Dollar sinks to lowest level since May 2018

Bloomberg

The dollar sinks to its lowest level since May 2018 on concern that the world’s biggest economy will struggle to regain momentum amid a standoff over further virus relief and as infections continue to mount.
The greenback has now erased most of the gains it built on the back of US-China trade tensions that started heating up around two years ago, fueling worries about global growth prospects. This time investors see the US as the potential laggard amid questions over the government’s response to the pandemic. The euro climbed to a two-year high, extending its advance since last month’s landmark European Union stimulus package brightened the region’s prospects relative to the US.
The dollar has been on the defensive since mid-year, with US lawmakers unable to agree on measures to support the economy’s recovery from the pandemic, and with the nation’s real yields dropping to multiyear lows. On top of all that, investors’ attention is turning to the November presidential election and the uncertainty that may bring.
“Momentum is on the bears’ side now, and until the US can get the virus under better control, I think the dollar remains under pressure,” said Win Thin, chief currency strategist at Brown Brothers Harriman.
The Bloomberg Dollar Spot Index fell as much as 0.6%, dropping for a fifth straight session and bringing its 2020 decline to around 1.7%.
Wagers on dollar losses by hedge funds and other large speculators have been building, but have yet to reach the levels seen in 2017 and 2018, according to Commodity Futures Trading Commission data.
“Broader positioning against the USD is not overly stretched,” said Shaun Osborne, chief foreign-exchange strategist at Scotiabank. Investors and speculators are “only just starting to embrace the short USD story. There is room for this move to run.”

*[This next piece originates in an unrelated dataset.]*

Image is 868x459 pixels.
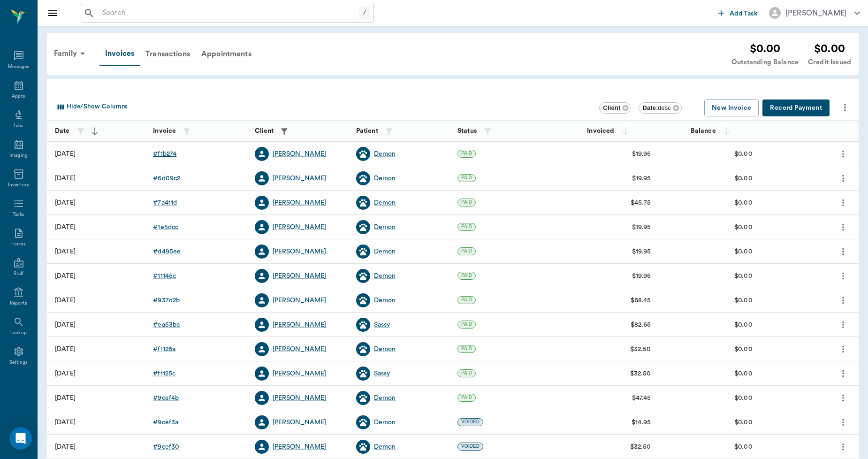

The dollar failed to gain much traction even after a report showed US housing starts surged in July amid record-low interest rates. The resilience in that corner of the economy comes as roughly 15 million Americans remain out of work in the coronavirus’s wake.
With some investors still skeptical about the durability of the recovery and the Federal Reserve buying billions of dollars of Treasuries to support markets, benchmark US yields remain not far above record lows. With their premium over global peers narrowing, the dollar’s appeal is dimming on that front too.
The 10-year US real yield, which is the rate after stripping out inflation, is now only about 30 basis points above its German counterpart. That’s the smallest spread since 2014.